When you don't spend the time and money on preventative care as a society, you end up spending much, much more on emergency care. I feel like this has been quantitatively demonstrated again and again, but it's somehow still a political football.
>"I feel like this has been quantitatively demonstrated again and again, but it's somehow still a political football."
I am aware of a number of studies which looked for a negative correlation between preventative care spending and overall healthcare spending, but all (of which I am aware) failed to find it.
Preventive care and good founding probably overshoots the point of very diminishing returns by alot so that should not be too suprising. Correlation is linear.
Due to freedom of movement around the US, population wide benefits such as healthcare, housing, and in some ways, education, require federal level solutions.
Otherwise, someone is going to end up being the sucker that foots the (giant) bill for everyone else.
On the federal level, there is quite a bit of gridlock, so what we have is an intractable problem at the non federal level where it is every man/neighborhood/city/county/state/hospital for themselves.
Having worked in an ED I can tell you it's much more like "when you make ED the only place that can't turn away patients, patient goes there for everything including the common cold."
It's not so much a minor thing turned into an emergency (that is a problem of course) but rather the patient has no other venue for minor needs without money or insurance.
If triage were able to turn away non-emergency cases legally it would gradually change, but for people with more time than money the ER basically ensures you'll be seen.
nickff|3 years ago
I am aware of a number of studies which looked for a negative correlation between preventative care spending and overall healthcare spending, but all (of which I am aware) failed to find it.
rightbyte|3 years ago
pixl97|3 years ago
When you allow lobbying this is the kind of issue that becomes rampant.
lotsofpulp|3 years ago
Due to freedom of movement around the US, population wide benefits such as healthcare, housing, and in some ways, education, require federal level solutions.
Otherwise, someone is going to end up being the sucker that foots the (giant) bill for everyone else.
On the federal level, there is quite a bit of gridlock, so what we have is an intractable problem at the non federal level where it is every man/neighborhood/city/county/state/hospital for themselves.
gumby|3 years ago
genderwhy|3 years ago
notch656c|3 years ago
It's not so much a minor thing turned into an emergency (that is a problem of course) but rather the patient has no other venue for minor needs without money or insurance.
ticviking|3 years ago
If triage were able to turn away non-emergency cases legally it would gradually change, but for people with more time than money the ER basically ensures you'll be seen.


• [Work instruction] Omit each picture as you copy the entries exactly.

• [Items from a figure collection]
──────

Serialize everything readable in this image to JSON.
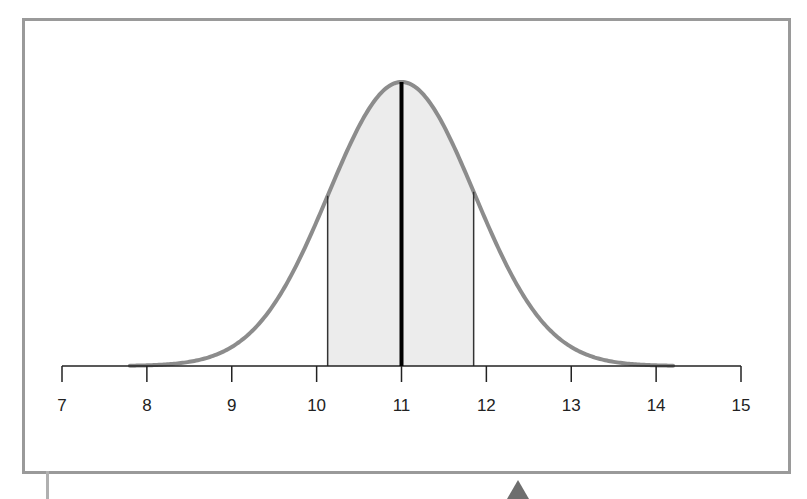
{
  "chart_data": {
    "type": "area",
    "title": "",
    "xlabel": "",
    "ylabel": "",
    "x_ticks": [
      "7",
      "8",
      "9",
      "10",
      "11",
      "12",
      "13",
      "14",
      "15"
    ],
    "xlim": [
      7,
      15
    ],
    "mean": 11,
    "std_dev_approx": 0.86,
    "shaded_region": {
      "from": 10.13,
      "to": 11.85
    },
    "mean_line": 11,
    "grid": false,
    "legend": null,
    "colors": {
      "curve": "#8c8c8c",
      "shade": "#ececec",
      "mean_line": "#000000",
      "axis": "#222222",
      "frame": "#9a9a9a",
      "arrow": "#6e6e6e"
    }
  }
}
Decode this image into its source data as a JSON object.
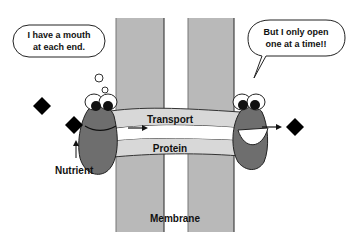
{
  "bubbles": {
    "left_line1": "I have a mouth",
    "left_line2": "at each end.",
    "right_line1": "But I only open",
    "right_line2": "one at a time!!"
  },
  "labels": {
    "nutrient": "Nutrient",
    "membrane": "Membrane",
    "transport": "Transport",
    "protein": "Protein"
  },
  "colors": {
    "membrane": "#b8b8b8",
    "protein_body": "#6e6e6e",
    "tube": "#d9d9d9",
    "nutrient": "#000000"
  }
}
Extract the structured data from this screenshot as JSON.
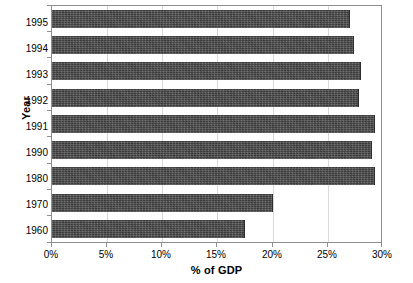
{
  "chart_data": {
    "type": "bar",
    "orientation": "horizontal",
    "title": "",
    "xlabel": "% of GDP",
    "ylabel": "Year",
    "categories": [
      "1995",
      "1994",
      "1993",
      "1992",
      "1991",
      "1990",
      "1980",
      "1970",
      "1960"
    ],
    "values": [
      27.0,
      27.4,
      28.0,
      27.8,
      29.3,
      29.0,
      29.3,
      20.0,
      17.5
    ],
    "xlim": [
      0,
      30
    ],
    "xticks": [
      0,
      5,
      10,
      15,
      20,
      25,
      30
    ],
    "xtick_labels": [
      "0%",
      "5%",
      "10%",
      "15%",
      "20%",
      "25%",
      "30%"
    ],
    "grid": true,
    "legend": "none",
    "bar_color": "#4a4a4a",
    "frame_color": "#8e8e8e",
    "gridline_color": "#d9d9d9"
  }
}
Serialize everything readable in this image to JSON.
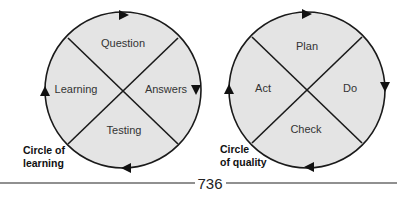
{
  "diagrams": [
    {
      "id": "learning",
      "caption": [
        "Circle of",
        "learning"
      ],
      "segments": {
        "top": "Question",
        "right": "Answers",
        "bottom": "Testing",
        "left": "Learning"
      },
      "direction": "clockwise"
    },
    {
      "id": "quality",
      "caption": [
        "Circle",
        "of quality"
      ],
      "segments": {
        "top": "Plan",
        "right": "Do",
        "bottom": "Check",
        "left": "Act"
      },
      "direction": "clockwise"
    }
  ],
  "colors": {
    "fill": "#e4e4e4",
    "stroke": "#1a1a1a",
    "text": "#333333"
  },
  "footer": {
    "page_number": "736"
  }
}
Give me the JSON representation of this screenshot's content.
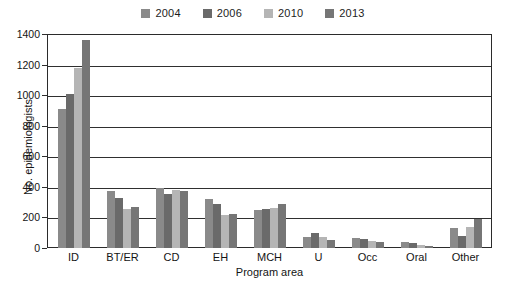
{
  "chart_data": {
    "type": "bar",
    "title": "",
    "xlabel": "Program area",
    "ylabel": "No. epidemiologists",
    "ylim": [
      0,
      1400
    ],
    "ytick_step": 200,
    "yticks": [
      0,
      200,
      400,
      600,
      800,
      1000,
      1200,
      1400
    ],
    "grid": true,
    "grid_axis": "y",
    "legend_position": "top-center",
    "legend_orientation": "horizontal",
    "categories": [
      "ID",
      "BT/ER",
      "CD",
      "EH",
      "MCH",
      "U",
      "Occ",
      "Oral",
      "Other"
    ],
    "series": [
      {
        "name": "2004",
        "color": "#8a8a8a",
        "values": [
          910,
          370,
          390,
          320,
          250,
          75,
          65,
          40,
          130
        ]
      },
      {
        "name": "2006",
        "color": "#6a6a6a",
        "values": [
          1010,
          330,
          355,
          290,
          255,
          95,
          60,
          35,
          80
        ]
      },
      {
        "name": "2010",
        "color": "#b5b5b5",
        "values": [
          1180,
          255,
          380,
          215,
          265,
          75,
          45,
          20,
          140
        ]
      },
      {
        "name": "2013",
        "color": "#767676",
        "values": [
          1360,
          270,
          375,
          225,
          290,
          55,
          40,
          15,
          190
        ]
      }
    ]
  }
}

──────

• [Your solution]
Serialize everything readable in this image to JSON.
{
  "chart_data": {
    "type": "area",
    "title": "",
    "xlabel": "",
    "ylabel": "",
    "x_ticks": [
      "7",
      "8",
      "9",
      "10",
      "11",
      "12",
      "13",
      "14",
      "15"
    ],
    "xlim": [
      7,
      15
    ],
    "mean": 11,
    "std_dev_approx": 0.86,
    "shaded_region": {
      "from": 10.13,
      "to": 11.85
    },
    "mean_line": 11,
    "grid": false,
    "legend": null,
    "colors": {
      "curve": "#8c8c8c",
      "shade": "#ececec",
      "mean_line": "#000000",
      "axis": "#222222",
      "frame": "#9a9a9a",
      "arrow": "#6e6e6e"
    }
  }
}
Decode this image into its source data as a JSON object.
{
  "bubbles": {
    "left_line1": "I have a mouth",
    "left_line2": "at each end.",
    "right_line1": "But I only open",
    "right_line2": "one at a time!!"
  },
  "labels": {
    "nutrient": "Nutrient",
    "membrane": "Membrane",
    "transport": "Transport",
    "protein": "Protein"
  },
  "colors": {
    "membrane": "#b8b8b8",
    "protein_body": "#6e6e6e",
    "tube": "#d9d9d9",
    "nutrient": "#000000"
  }
}
Extract the structured data from this screenshot as JSON.
{
  "chart_data": {
    "type": "bar",
    "orientation": "horizontal",
    "title": "",
    "xlabel": "% of GDP",
    "ylabel": "Year",
    "categories": [
      "1995",
      "1994",
      "1993",
      "1992",
      "1991",
      "1990",
      "1980",
      "1970",
      "1960"
    ],
    "values": [
      27.0,
      27.4,
      28.0,
      27.8,
      29.3,
      29.0,
      29.3,
      20.0,
      17.5
    ],
    "xlim": [
      0,
      30
    ],
    "xticks": [
      0,
      5,
      10,
      15,
      20,
      25,
      30
    ],
    "xtick_labels": [
      "0%",
      "5%",
      "10%",
      "15%",
      "20%",
      "25%",
      "30%"
    ],
    "grid": true,
    "legend": "none",
    "bar_color": "#4a4a4a",
    "frame_color": "#8e8e8e",
    "gridline_color": "#d9d9d9"
  }
}
Serialize everything readable in this image to JSON.
{
  "diagrams": [
    {
      "id": "learning",
      "caption": [
        "Circle of",
        "learning"
      ],
      "segments": {
        "top": "Question",
        "right": "Answers",
        "bottom": "Testing",
        "left": "Learning"
      },
      "direction": "clockwise"
    },
    {
      "id": "quality",
      "caption": [
        "Circle",
        "of quality"
      ],
      "segments": {
        "top": "Plan",
        "right": "Do",
        "bottom": "Check",
        "left": "Act"
      },
      "direction": "clockwise"
    }
  ],
  "colors": {
    "fill": "#e4e4e4",
    "stroke": "#1a1a1a",
    "text": "#333333"
  },
  "footer": {
    "page_number": "736"
  }
}
Give me the JSON representation of this screenshot's content.
{
  "chart_data": {
    "type": "bar",
    "title": "",
    "xlabel": "Program area",
    "ylabel": "No. epidemiologists",
    "ylim": [
      0,
      1400
    ],
    "ytick_step": 200,
    "yticks": [
      0,
      200,
      400,
      600,
      800,
      1000,
      1200,
      1400
    ],
    "grid": true,
    "grid_axis": "y",
    "legend_position": "top-center",
    "legend_orientation": "horizontal",
    "categories": [
      "ID",
      "BT/ER",
      "CD",
      "EH",
      "MCH",
      "U",
      "Occ",
      "Oral",
      "Other"
    ],
    "series": [
      {
        "name": "2004",
        "color": "#8a8a8a",
        "values": [
          910,
          370,
          390,
          320,
          250,
          75,
          65,
          40,
          130
        ]
      },
      {
        "name": "2006",
        "color": "#6a6a6a",
        "values": [
          1010,
          330,
          355,
          290,
          255,
          95,
          60,
          35,
          80
        ]
      },
      {
        "name": "2010",
        "color": "#b5b5b5",
        "values": [
          1180,
          255,
          380,
          215,
          265,
          75,
          45,
          20,
          140
        ]
      },
      {
        "name": "2013",
        "color": "#767676",
        "values": [
          1360,
          270,
          375,
          225,
          290,
          55,
          40,
          15,
          190
        ]
      }
    ]
  }
}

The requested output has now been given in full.